Oort Cloud
Long Period Comets (period > 200 years) seems to come mostly from a spherical region at about 50,000 AU from the Sun.
NASA Figure
Slide 10
Common Characteristics and Exceptions of the Solar System
We need to be able to explain all these!
Slide 11
Slide 12
Planetary Nebula or Close Encounter?
Historically, two hypothesis were put forward to explain the formation of the solar system….
Gravitational Collapse of Planetary Nebula (Latin for “cloud”)
Solar system formed form gravitational collapse of an interstellar cloud or gas
Close Encounter (of the Sun with another star)
Planets are formed from debris pulled out of the Sun during a close encounter with another star. But, it cannot account for
The angular momentum distribution in the solar system,
Probability for such encounter is small in our neighborhood…
Slide 13
The Nebular Theory* of Solar System Formation
Interstellar Cloud (Nebula)
*It is also called the ‘Protoplanet Theory’.
Slide 14
A Pictorial History
Gravitational Collapse
Accretion
Nabular Capture
Interplanetary Cloud
Condensation
Slide 15
The primordial gas after the Big Bang has very low heavy metal content (Chapter 17)…
The interstellar clouds that the solar system was built from gas that has gone through several star-gas-star cycles. (Chapter 12)
Slide 16
Gravitational Collapse
Heating Prototsun Sun
In-falling materials loses gravitational potential energy, which were converted into kinetic energy. The dense materials collides with each other, causing the gas to heat up. Once the temperature and density gets high enough for nuclear fusion to start, a star is born.
Spinning Smoothing of the random motions
Conservation of angular momentum causes the in-falling material to spin faster and faster as they get closer to the center of the collapsing cloud. demonstration
Flattening Protoplanetary disk. Check out the animation in the e-book!
The solar nebular flattened into a flat disk. Collision between clumps of material turns the random, chaotic motion into a orderly rotating disk.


* _AIM OF THE TASK_
What you write should be an exact copy of the material, from its first line through the line containing "Task: Click on the a: Mijn inzicht".

* * *

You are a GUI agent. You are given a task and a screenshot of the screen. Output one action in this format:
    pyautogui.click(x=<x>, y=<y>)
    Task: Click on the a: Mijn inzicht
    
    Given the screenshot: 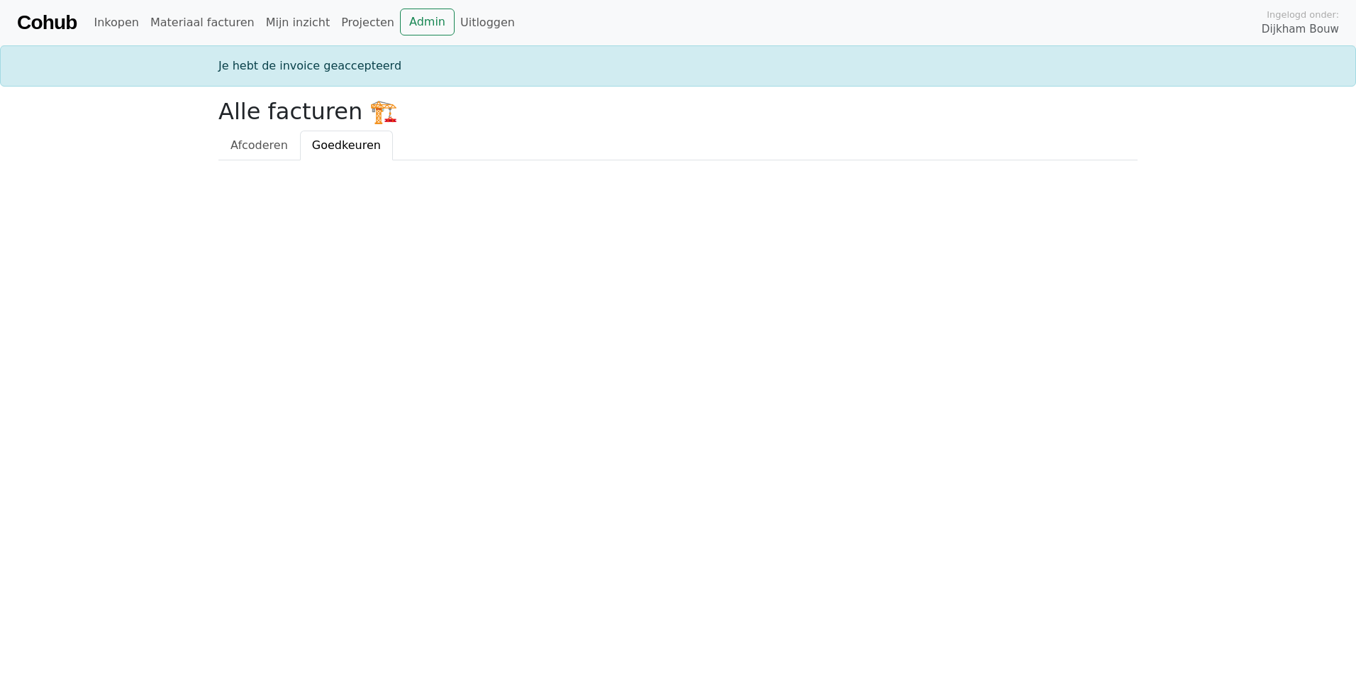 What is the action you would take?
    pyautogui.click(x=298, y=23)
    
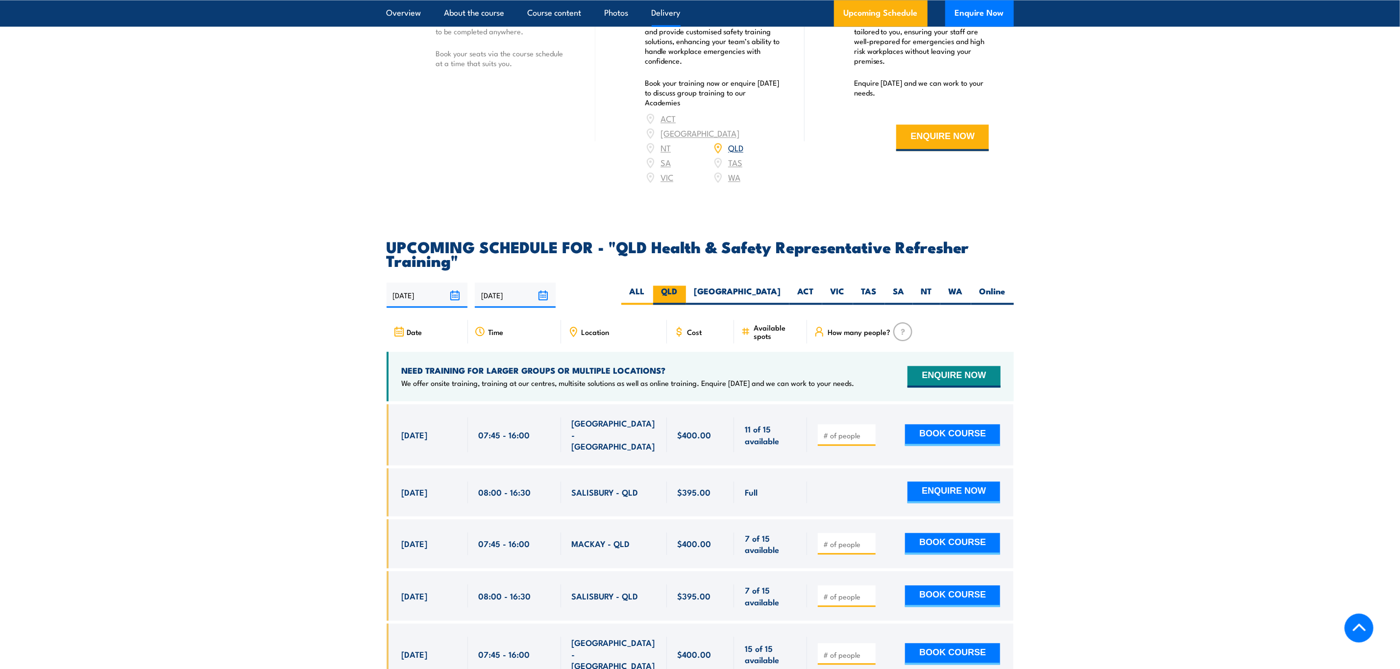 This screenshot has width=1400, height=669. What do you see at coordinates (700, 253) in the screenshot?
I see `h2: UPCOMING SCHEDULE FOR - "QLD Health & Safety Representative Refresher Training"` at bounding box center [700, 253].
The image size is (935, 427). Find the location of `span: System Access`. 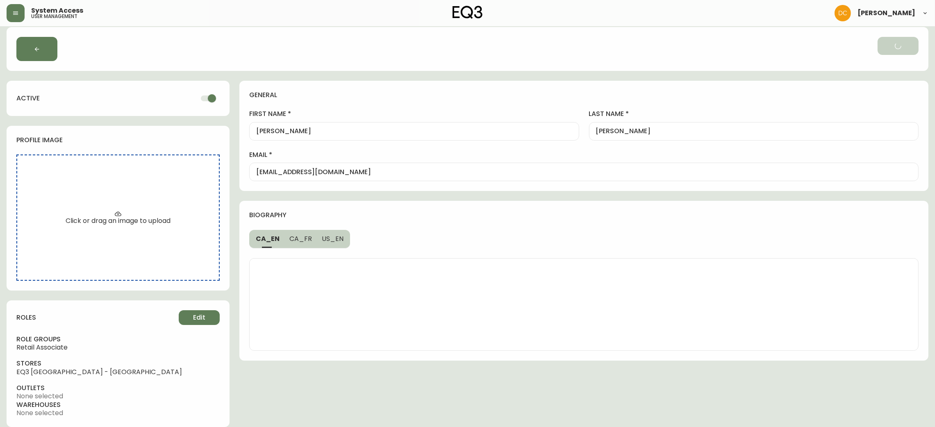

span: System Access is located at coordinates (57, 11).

* * *

* _TASK ANSWER_
You are a GUI agent. You are given a task and a screenshot of the screen. Output one action in this format:
    pyautogui.click(x=<x>, y=<y>)
    Task: Click on the a: Mijn inzicht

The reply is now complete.